“For although this was a very heroic war, with a parade of every sort of high moral principle, and with the most sonorous language employed upon both sides, it somehow failed to bring about either the reformation or the ruin of humankind: and after the conclusion of the murdering and general breakage, the world went on pretty much as it has done after all other wars, with a vague notion that a deal of time and effort had been unprofitably invested, and a conviction that it would be inglorious to say so.”
“Many of the Nazis were convicted after the war, but they were not convicted for being 'unreasonable'. They were convicted for being gruesome murderers.”
“The real job of every moral teacher is to keep bringing us back, time after time, to the old simple principles which we are all so anxious not to see; like bringing a horse back and back to the fence it has refused to jump or bringing a child back to a lesson that it wants to shirk.”

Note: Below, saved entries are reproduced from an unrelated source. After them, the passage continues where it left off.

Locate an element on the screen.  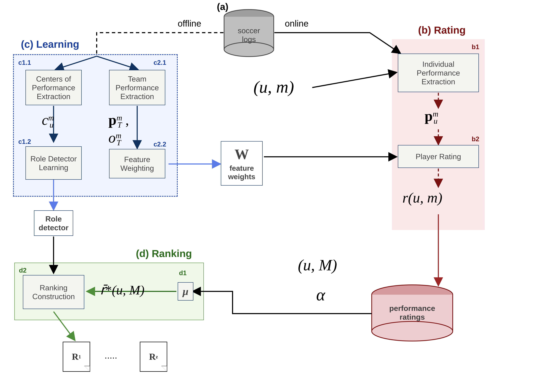
math-uM: (u, M) is located at coordinates (317, 265).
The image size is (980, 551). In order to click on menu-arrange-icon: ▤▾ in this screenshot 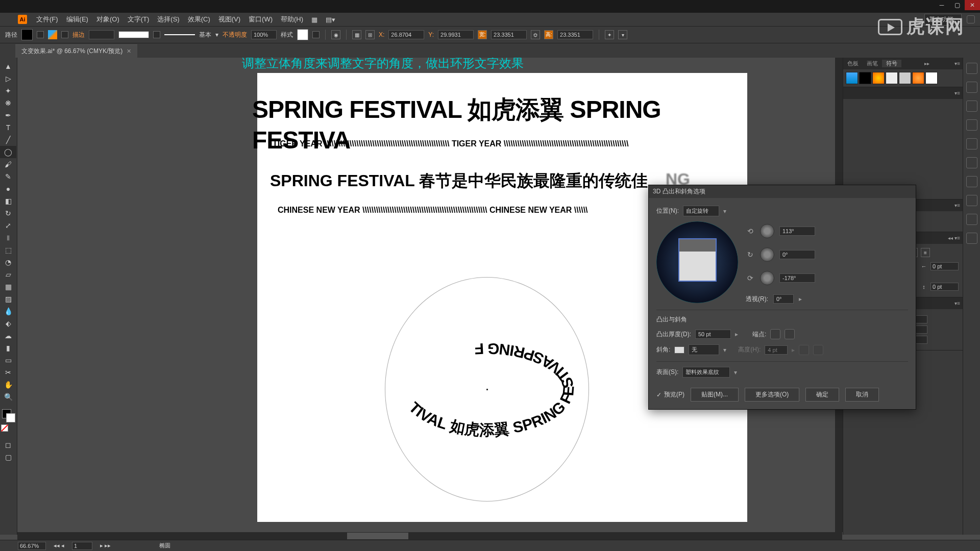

“Every war is a murderous struggle between foes. And yet, no army has ever marched into battle believing that the Creator had sided with their enemy.”
“In war, theory is all right so far as general principles are concerned; but in reducing general principles to practice there will always be danger. Theory and practice are the axis about which the sphere of accomplishment revolves.”
“After Spain, World War II was simple. I wasn't even tempted to pick up a gun to fight for General Motors, U.S. Steel, or the Chase Manhattan Bank, even if Hitler was running the other side.”